Conde Nast Portfolio writer Douglas Frantz and DC-based writer Catherine Collins, the authors of the new book The Nuclear Jihadist, mentioned previously here, were online November 12 at the Washington Post to discuss their Outlook article about AQ Khan and the Bush administration's refusal to force Pakistan to give him up.
USA
Dr Khan and South Korea
An article in the November 19 South Korean Yonhap notes that South Korea received US,000 from the US government in 2005 as part of assistance to help improve Seoul's export control systems, according to the report dated October 31 from the Government Accounting Office (GAO).
Whacking Dr Khan, Take Two
It is an unspoken rule in journalism that no matter how many times something has been covered, the subject is always deemed newsworthy when covered by a leading member of the mainstream media.
Thus, the article 'Those Nuclear Flashpoints Are Made in Pakistan' in yesterday's Washington Post by Douglas Frantz and Catherine Collins, lamenting the leniency
the United States has shown toward the most dangerous nuclear-trafficking operation in history – an operation masterminded by one man, Abdul Qadeer Khan.
Fatal error
Courtesy of the Secrecy News blog, a project of the Federation of American Scientists Project on Government Secrecy, comes this post:
Pakistan tends to leak
In light of all the current angst about the turmoil in Pakistan and concern over its nuclear weapons and the possibility that they, or more likely, relevant technology, equipment, and material, might leak elsewhere, it seems relevant to note this synopsis by the Partnership For Global Security of its workshop, Building Confidence in Pakistan's Nuclear Security.
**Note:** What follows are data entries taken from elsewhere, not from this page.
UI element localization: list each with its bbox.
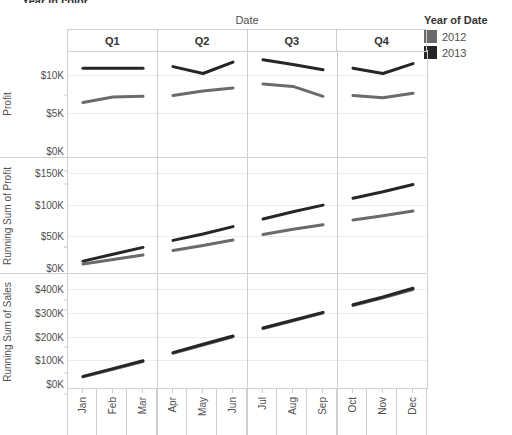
series-line-2013[interactable] (173, 62, 233, 73)
series-line-2012[interactable] (353, 93, 413, 98)
month-label: May (196, 397, 207, 416)
month-label: Jan (76, 397, 87, 413)
x-tick-mark (322, 389, 323, 393)
month-cell[interactable]: Jul (247, 389, 277, 435)
series-line-2013[interactable] (263, 312, 323, 328)
row-axis-title-profit: Profit (0, 50, 14, 157)
x-tick-mark (232, 389, 233, 393)
series-line-2013[interactable] (353, 288, 413, 305)
series-layer (68, 50, 428, 157)
y-tick-label: $150K (35, 168, 64, 179)
x-tick-mark (352, 389, 353, 393)
y-tick-label: $100K (35, 199, 64, 210)
series-line-2012[interactable] (353, 211, 413, 220)
x-tick-mark (292, 389, 293, 393)
row-axis-title-running-sum-sales: Running Sum of Sales (0, 274, 14, 389)
month-label: Nov (376, 397, 387, 415)
legend: Year of Date 2012 2013 (424, 14, 510, 62)
month-cell[interactable]: Sep (307, 389, 337, 435)
quarter-divider (157, 389, 158, 435)
quarter-divider (247, 389, 248, 435)
month-cell[interactable]: Jun (217, 389, 247, 435)
series-line-2013[interactable] (263, 205, 323, 219)
series-line-2012[interactable] (263, 84, 323, 96)
month-label: Jun (226, 397, 237, 413)
quarter-header-q3[interactable]: Q3 (248, 30, 338, 51)
panel-profit: Profit $0K$5K$10K (0, 50, 427, 157)
month-cell[interactable]: Oct (337, 389, 367, 435)
plot-area-running-sum-sales[interactable] (67, 274, 427, 389)
y-tick-label: $5K (46, 108, 64, 119)
month-cell[interactable]: Dec (397, 389, 427, 435)
x-tick-mark (412, 389, 413, 393)
y-axis-ticks-running-sum-profit: $0K$50K$100K$150K (14, 158, 67, 273)
legend-title: Year of Date (424, 14, 510, 26)
series-line-2013[interactable] (83, 361, 143, 377)
x-tick-mark (112, 389, 113, 393)
series-line-2013[interactable] (173, 227, 233, 241)
y-tick-label: $10K (41, 70, 64, 81)
x-tick-mark (142, 389, 143, 393)
row-axis-title-profit-label: Profit (2, 92, 13, 115)
series-line-2013[interactable] (353, 64, 413, 74)
quarter-header-q4[interactable]: Q4 (337, 30, 427, 51)
month-cell[interactable]: May (187, 389, 217, 435)
series-layer (68, 274, 428, 390)
month-label: Mar (136, 397, 147, 414)
row-axis-title-running-sum-profit-label: Running Sum of Profit (2, 167, 13, 265)
x-tick-mark (82, 389, 83, 393)
legend-label-2013: 2013 (442, 47, 466, 59)
legend-item-2012[interactable]: 2012 (424, 30, 510, 43)
x-tick-mark (172, 389, 173, 393)
series-line-2013[interactable] (353, 185, 413, 199)
y-axis-ticks-profit: $0K$5K$10K (14, 50, 67, 157)
quarter-header-q1[interactable]: Q1 (67, 30, 158, 51)
month-label: Apr (166, 397, 177, 413)
y-tick-label: $50K (41, 231, 64, 242)
month-cell[interactable]: Apr (157, 389, 187, 435)
month-label: Jul (256, 397, 267, 410)
month-label: Dec (406, 397, 417, 415)
quarter-divider (337, 389, 338, 435)
quarter-header-band: Q1 Q2 Q3 Q4 (67, 29, 427, 52)
month-cell[interactable]: Nov (367, 389, 397, 435)
month-label: Sep (316, 397, 327, 415)
month-label: Aug (286, 397, 297, 415)
quarter-divider (67, 389, 68, 435)
series-line-2012[interactable] (173, 88, 233, 96)
panel-running-sum-profit: Running Sum of Profit $0K$50K$100K$150K (0, 157, 427, 273)
y-tick-label: $0K (46, 146, 64, 157)
row-axis-title-running-sum-profit: Running Sum of Profit (0, 158, 14, 273)
month-cell[interactable]: Feb (97, 389, 127, 435)
quarter-header-q2[interactable]: Q2 (158, 30, 248, 51)
series-line-2012[interactable] (83, 96, 143, 102)
row-axis-title-running-sum-sales-label: Running Sum of Sales (2, 282, 13, 382)
series-layer (68, 158, 428, 274)
plot-area-running-sum-profit[interactable] (67, 158, 427, 273)
panel-running-sum-sales: Running Sum of Sales $0K$100K$200K$300K$… (0, 273, 427, 389)
y-tick-label: $400K (35, 284, 64, 295)
cropped-window-title: Year in color (22, 0, 88, 3)
y-tick-label: $100K (35, 355, 64, 366)
plot-area-profit[interactable] (67, 50, 427, 157)
month-axis-band: JanFebMarAprMayJunJulAugSepOctNovDec (67, 389, 427, 435)
series-line-2012[interactable] (263, 225, 323, 235)
series-line-2013[interactable] (263, 60, 323, 70)
legend-label-2012: 2012 (442, 31, 466, 43)
legend-item-2013[interactable]: 2013 (424, 46, 510, 59)
y-tick-label: $0K (46, 263, 64, 274)
series-line-2012[interactable] (173, 240, 233, 250)
y-tick-label: $0K (46, 379, 64, 390)
month-cell[interactable]: Aug (277, 389, 307, 435)
y-tick-label: $300K (35, 308, 64, 319)
x-tick-mark (262, 389, 263, 393)
panel-stack: Profit $0K$5K$10K Running Sum of Profit … (0, 50, 427, 389)
column-axis-title: Date (67, 14, 427, 26)
series-line-2013[interactable] (173, 336, 233, 353)
month-cell[interactable]: Mar (127, 389, 157, 435)
y-axis-ticks-running-sum-sales: $0K$100K$200K$300K$400K (14, 274, 67, 389)
x-tick-mark (382, 389, 383, 393)
month-label: Oct (346, 397, 357, 413)
x-tick-mark (202, 389, 203, 393)
month-cell[interactable]: Jan (67, 389, 97, 435)
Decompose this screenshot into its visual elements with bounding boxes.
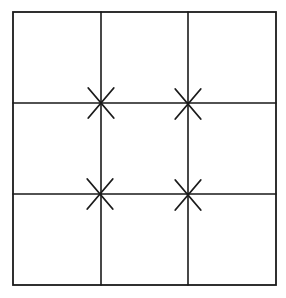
x-marks	[87, 88, 201, 210]
grid-diagram	[0, 0, 286, 298]
grid-lines	[13, 12, 276, 285]
grid-frame	[13, 12, 276, 285]
outer-frame	[13, 12, 276, 285]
According to the press release:
Pakistan and nuclear transparency
Courtesy of the Secrecy News blog, a project of the Federation of American Scientists Project on Government Secrecy, comes this post:
Getting to Zero: Working Towards a Nuclear Weapon-Free World
Launch of BASIC’s new Getting to Zero program on nuclear disarmament and non-proliferation, held at the Cosmos Club in Washington, DC.
Meet the authors before you read the book
Call it serendipity, but the authors of the new book I mentioned previously, which just became available here in the past couple of weeks, will be in a certain superpower capitol city in the near future.